In the discussion of the signs of the church, it seems that The Salvation Army operates seamlessly within these expanded signs of the one, holy, catholic, and apostolic church.[21]



[1] Howard A. Snyder, “The Marks of Evangelical Ecclesiology” in John G. Stackhouse, Jr. Ed, Evangelical Ecclesiology:Reality or Illusion? (Grand Rapids: Backer Academic, 2003), 83.
[2] Snyder, “The Marks of Evangelical Ecclesiology”, 85.
[3] Snyder, “The Marks of Evangelical Ecclesiology”, 91.
[4] Jürgen Moltmann, The Church in the Power of the Spirit (New York: Harper and Row, 1975).
[5] Moltmann illustrates this through the Barmen Confession of 1934, explaining that they proclaimed that Jesus was and is the sole Lord and author of the Church, 4 -7.
[6] It is this distinction in which the Army seems to be most at home.
[7] Moltmann, The Church in the Power of the Spirit, 341. It is acknowledged that these themes demand further development than is within the scope of this thesis.
[8] See page 2-3.
[9] Bramwell Booth, Echoes and Memories (London: Hodder and Stoughton, 1925), 64-65.
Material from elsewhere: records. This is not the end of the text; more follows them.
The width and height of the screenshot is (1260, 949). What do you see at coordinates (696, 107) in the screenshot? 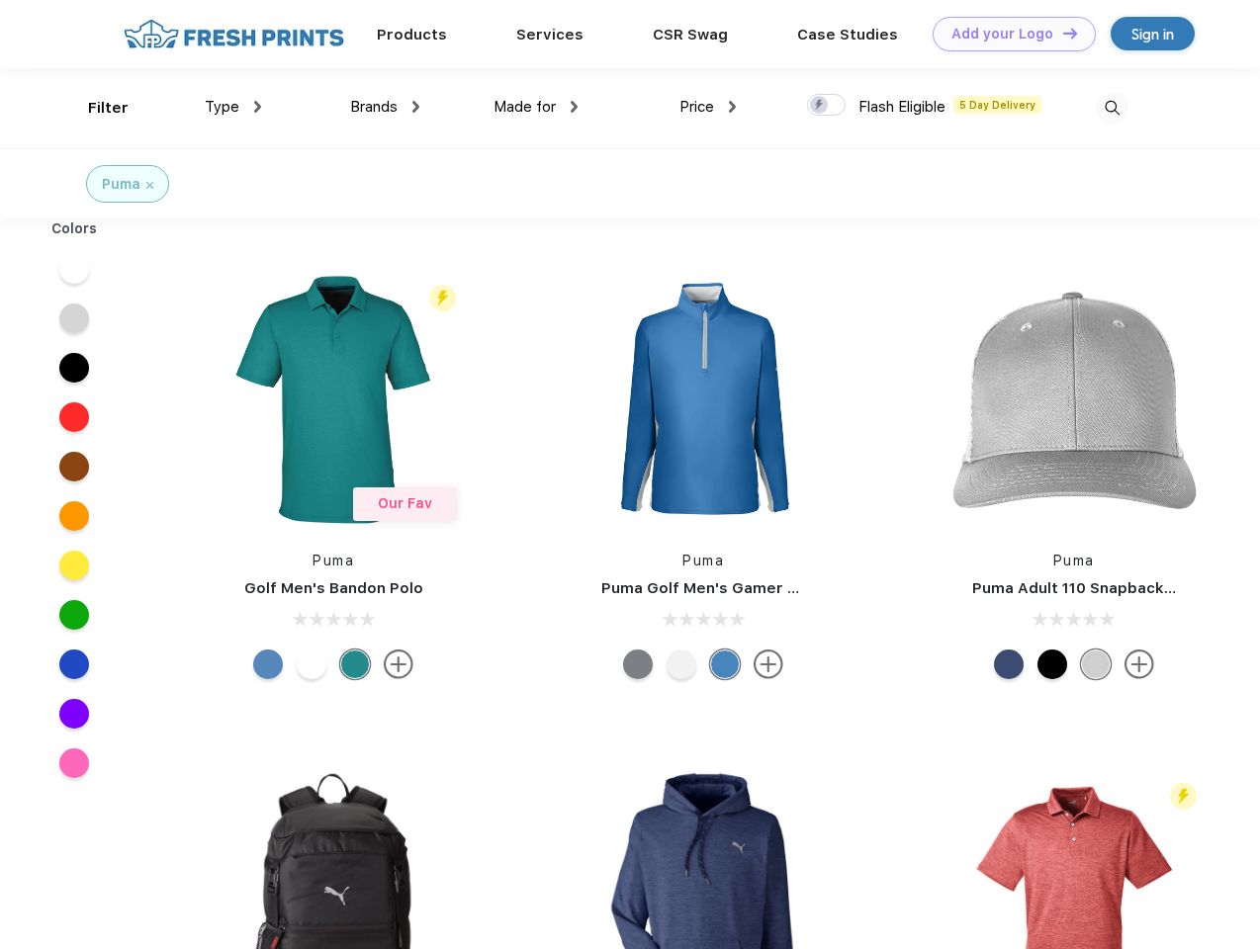
I see `span: Price` at bounding box center [696, 107].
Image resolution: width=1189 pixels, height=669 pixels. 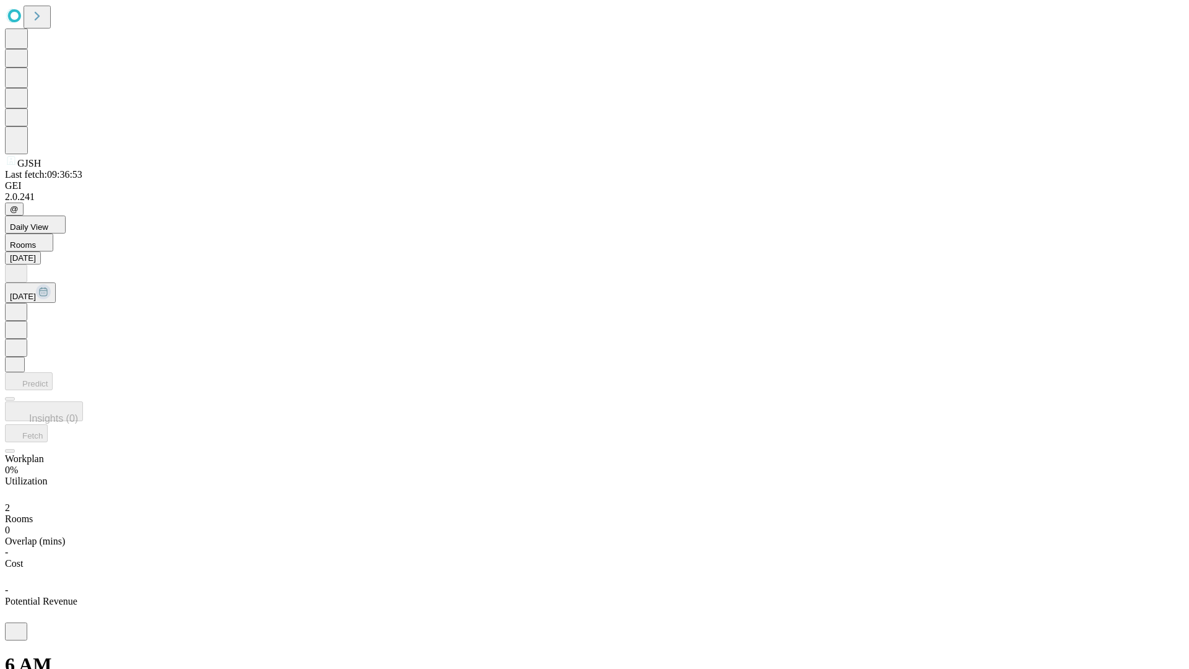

[10] The Salvation Army 2004 Year Book (London: The Salvation Army International Headquarters, 2004), iii.
[11] Moltmann, 343.
[12] William Booth, The General’s Letters (London: The Salvation Army International Headquarters, 1890), 73.
[13] That is spirit filled, not functioning as a part of the later “charismatic” movement.
[14] William Booth, To My Officers: A Letter from The General on His Eightieth Birthday (St. Albans: Salvation Army Printing works, 1909), 33. Quoted in Green, War on Two Fronts, 59.
[15] A notable example of this is the ministry of the “Slum Sisters” program established in New York in 1890. A brief explanation of this holy ministry to the impoverished is given in Edward H. McKinley, Marching to Glory: The History of The Salvation Army in the United Sates, 1880-1992 (2nd. Grand Rapids: William B. Eerdmans, 1995), 70.
[16] William Booth, The General’s Letters, 74.
[17] William Booth, The General’s Letters, 74.
[18] William Booth, The General’s Letters, 5
[19] Quoted in Clarence D. Wiseman, “Are We a Church?” in The Salvation Army and the Churches. Comp. John D. Waldron (New York: The Salvation Army Literary Department, 1986), 3.
[20] William Booth, The Founder’s Messages, 163.
[21] The question that has been left unanswered is how the Salvation Army locates itself within the second protestant sign of the church—the sacraments. The Salvation Army has a non-practicing position on the Sacraments of the Lord’s Supper and Baptism. The question inevitably arises: Does this stance eliminate the Salvation Army from being a church? The Salvation Army ceased practicing the sacraments in 1883, based upon its Pneumatological understanding of the holy life. Hence, all of life was sacramental and sacraments were an unnecessary, and at times pragmatic, hindrance to the mission of the Army. Later Salvationists have taken what are almost heretical stands on the sacraments, so as to justify their own belonging to the universal church. These dogmatic defenders have not lodged their own arguments in the original pnueumatology of the early Army. This theme is developed comprehensively in R. David Rightmire’s, Sacraments and the Salvation Army: Pneumatological Foundations. lodged their own arguments in the original pnueumatology of the early Army. This theme is developed comprehensively in R. David Rightmire’s, Sacraments and the Salvation Army: Pneumatological Foundations.